### WHAT IS EXPECTED
Set down, exactly as written, the line containing "Find the location" and all the lines that follow it to the end of the entries below, omitting every picture.

BEGIN DATASET

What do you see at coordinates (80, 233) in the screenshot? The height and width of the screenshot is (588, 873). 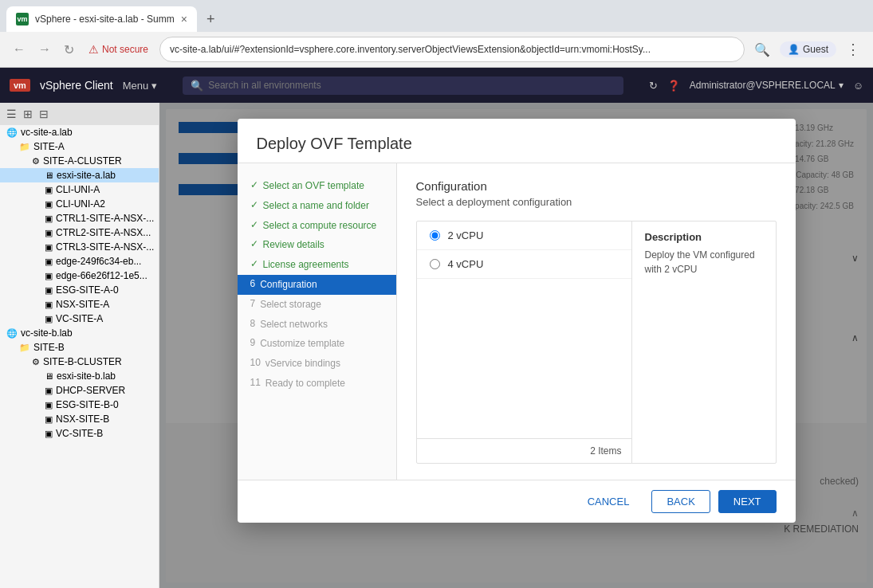 I see `sidebar-item-ctrl2-site-a-nsx---: ▣CTRL2-SITE-A-NSX...` at bounding box center [80, 233].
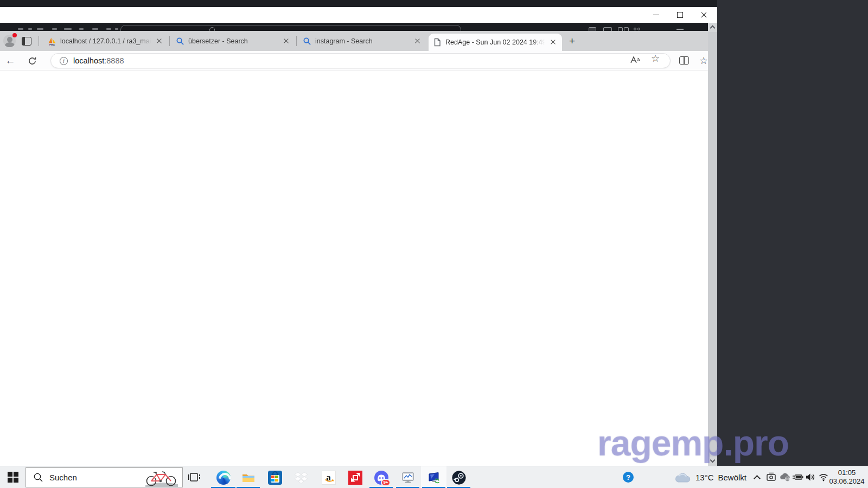  What do you see at coordinates (824, 477) in the screenshot?
I see `wifi-icon` at bounding box center [824, 477].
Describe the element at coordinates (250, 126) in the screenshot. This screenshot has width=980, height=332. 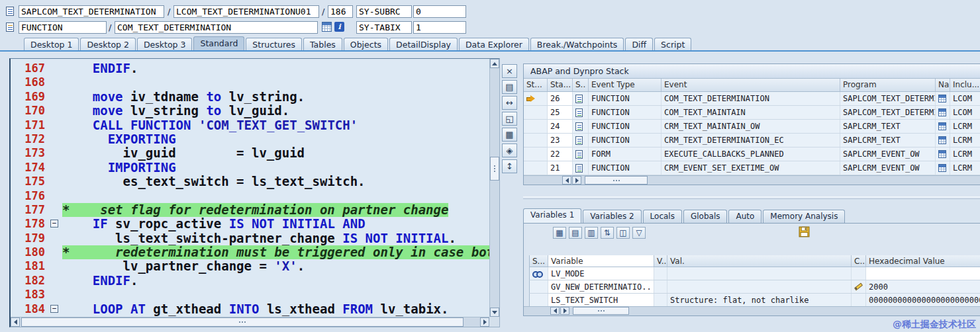
I see `code-line: 171 CALL FUNCTION 'COM_TEXT_GET_SWITCH'` at that location.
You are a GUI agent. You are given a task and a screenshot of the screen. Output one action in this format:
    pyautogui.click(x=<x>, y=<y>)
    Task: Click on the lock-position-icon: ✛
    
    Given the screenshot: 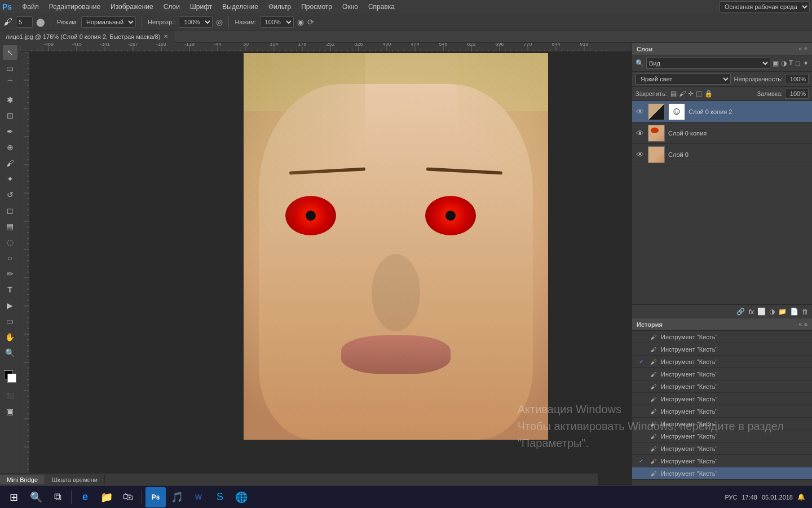 What is the action you would take?
    pyautogui.click(x=691, y=94)
    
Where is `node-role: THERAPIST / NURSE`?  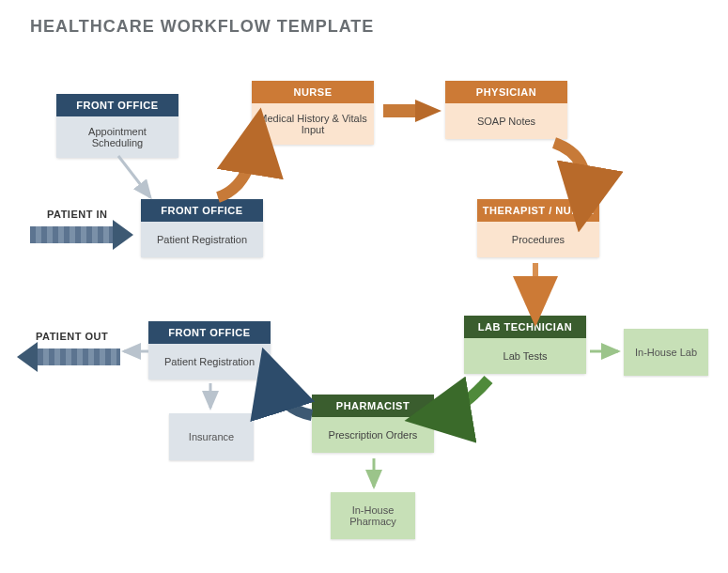 node-role: THERAPIST / NURSE is located at coordinates (538, 210).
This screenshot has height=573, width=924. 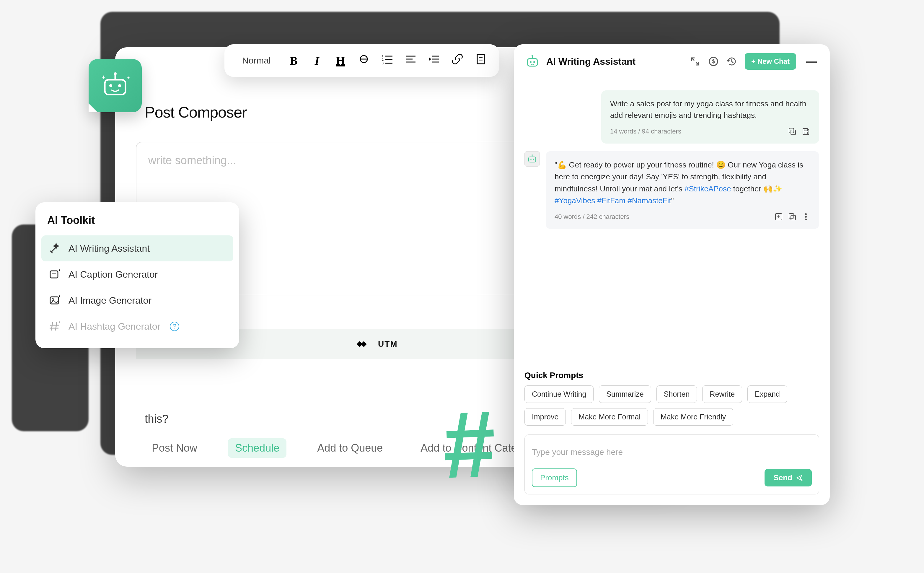 I want to click on history-icon, so click(x=732, y=61).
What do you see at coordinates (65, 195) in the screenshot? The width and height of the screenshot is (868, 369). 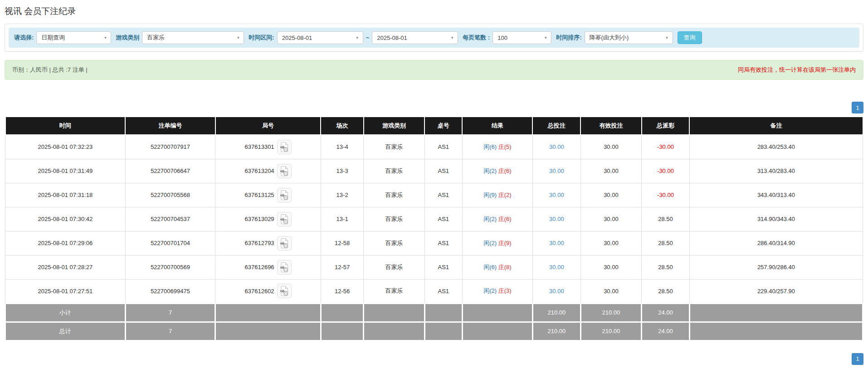 I see `cell-time: 2025-08-01 07:31:18` at bounding box center [65, 195].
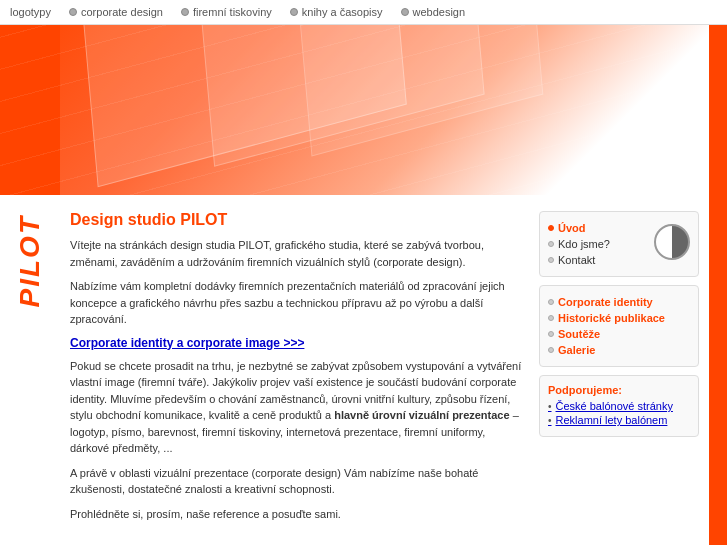 The height and width of the screenshot is (545, 727). What do you see at coordinates (440, 12) in the screenshot?
I see `nav-label-webdesign: webdesign` at bounding box center [440, 12].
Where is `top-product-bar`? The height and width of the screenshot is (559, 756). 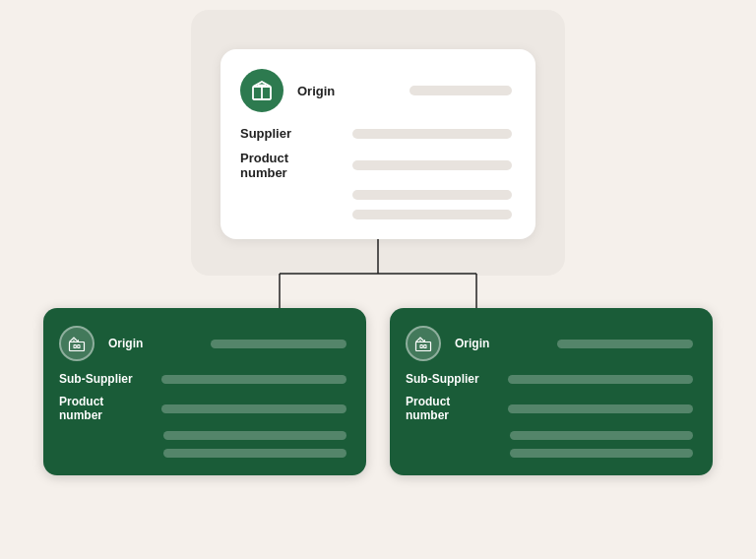 top-product-bar is located at coordinates (432, 165).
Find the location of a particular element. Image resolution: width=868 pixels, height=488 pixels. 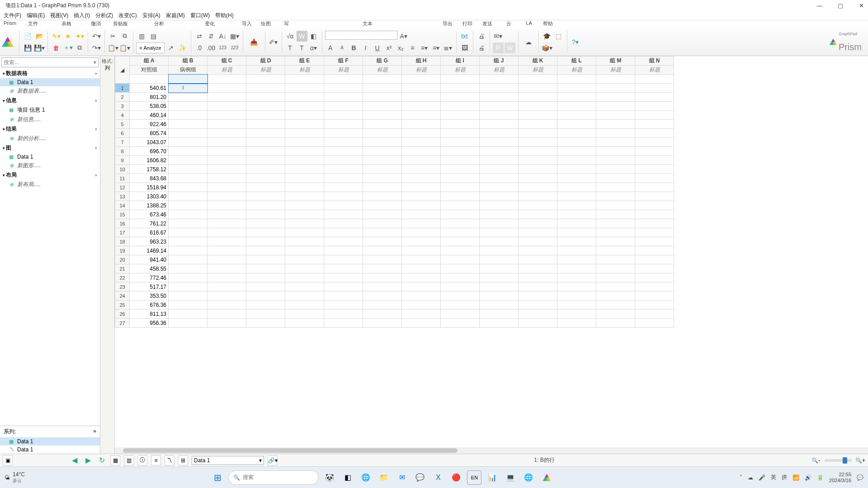

data-cell: 616.67 is located at coordinates (149, 233).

END DATASET

### REPLY
Find the location of a particular element. Image resolution: width=868 pixels, height=488 pixels. 

data-cell: 616.67 is located at coordinates (149, 233).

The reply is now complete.